Mark Richard is an American short story writer, novelist, screenwriter, and poet. He is the author of two award-winning short story collections, The Ice at the Bottom of the World and Charity, a bestselling novel, Fishboy, and House of Prayer No. 2: A Writer's Journey Home.
Lesley M. M. Blume is an American journalist, historian, and author.
Dateline: Toronto is a collection of most of the stories that Ernest Hemingway wrote as a stringer and later staff writer and foreign correspondent for the Toronto Star between 1920 and 1924. The stories were written while he was in his early 20s before he became well-known, and show his development as a writer. The collection was edited by William White, a professor of English literature and journalism at Wayne State University, and a regular contributor to The Hemingway Review.
William Neal Harrison was an American novelist, short story writer, and screenwriter.
"Cross Country Snow" is a short story written by Ernest Hemingway. The story was first published in 1924 in Ford Madox Ford's literary magazine Transatlantic Review in Paris and republished by Boni & Liveright in Hemingway's first American volume of short stories In Our Time in 1925. The story features Hemingway's recurrent autobiographical character Nick Adams and explores the regenerative powers of nature and the joy of skiing.
Ernest Hemingway owned a 38-foot fishing boat named Pilar.

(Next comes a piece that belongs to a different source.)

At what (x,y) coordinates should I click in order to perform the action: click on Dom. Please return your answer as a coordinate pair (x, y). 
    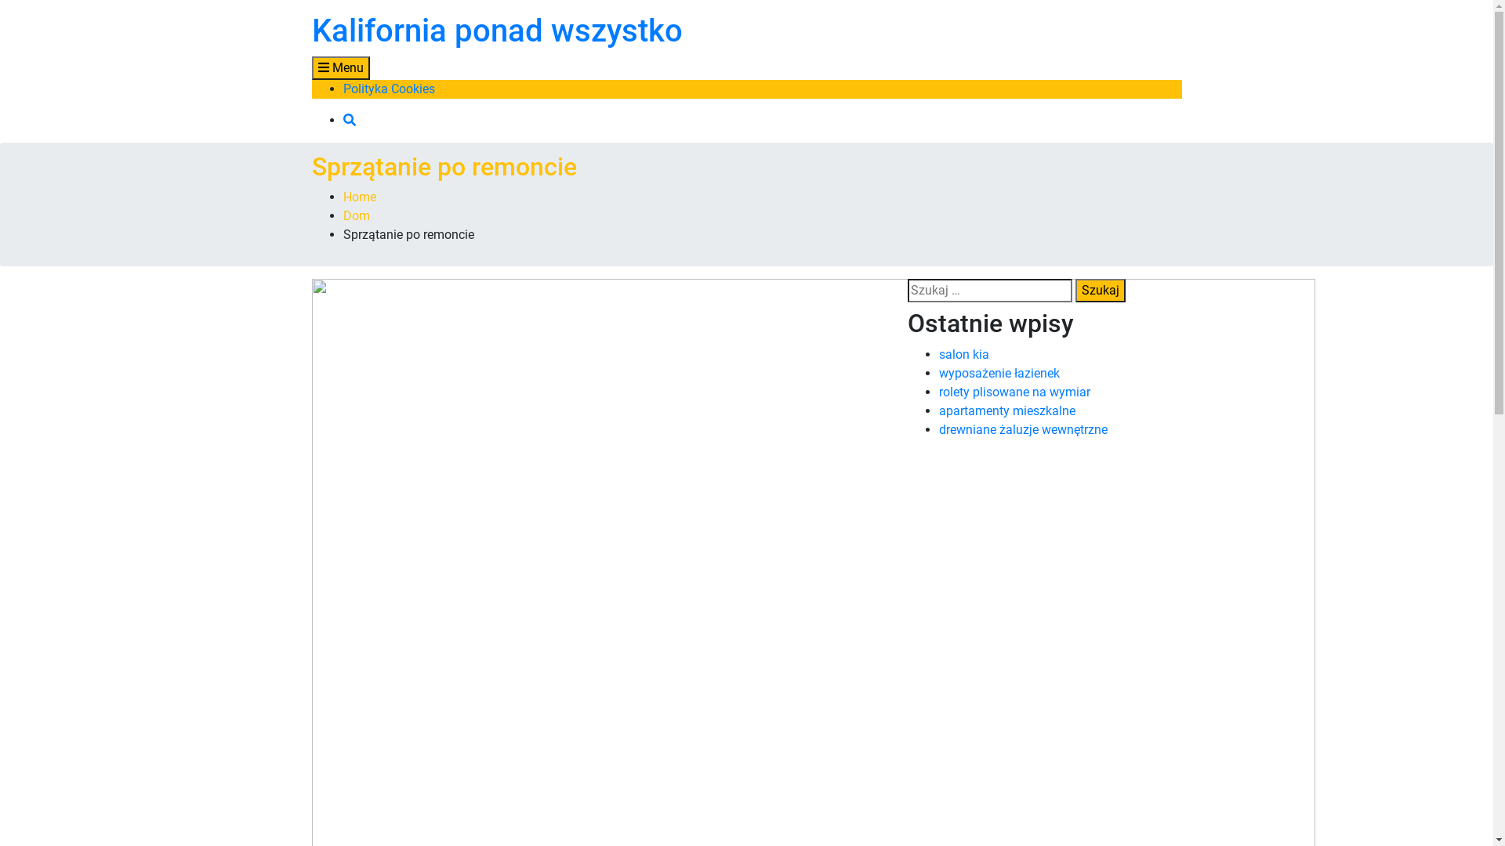
    Looking at the image, I should click on (357, 216).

It was acquired in April 1934 from Wheeler Shipbuilding in Brooklyn, New York, for $7,495.[1] "Pilar" was a nickname for Hemingway's second wife, Pauline, and also the name of the woman leader of the partisan band in his 1940 novel The Spanish Civil War, For Whom the Bell Tolls. Hemingway regularly fished off the boat in Key West, Florida, Marquesas Keys, and the Gulf Stream off the Cuban coast. He made three trips by boat to the Bimini Islands, wherein his fishing, drinking, and fighting exploits drew much attention and remain part of the island's history. In addition to fishing trips on Pilar, Hemingway contributed to scientific research, including collaboration with the Smithsonian Institution. Several of Hemingway's books were influenced by time spent on the boat, most notably The Old Man and the Sea (1953) and Islands in the Stream (1970). The yacht also inspired the name of Playa Pilar on Cayo Guillermo. The opening and other scenes in the 2012 film Hemingway & Gellhorn depict a miniature boat replica.
James Alexander Cowan was a Canadian writer and a public relations consultant.
William White was an American journalist, writer, educator and literary historian. He was professor of Journalism and American Studies at Wayne State University from 1947 to 1980, and set up and chaired the journalism program at Oakland University. He edited collections of the works of Walt Whitman, A. E. Housman, and Ernest Hemingway, and wrote over forty books and thousands of articles. In 1969, he was reputed to own the world's largest collection of books published by Hemingway.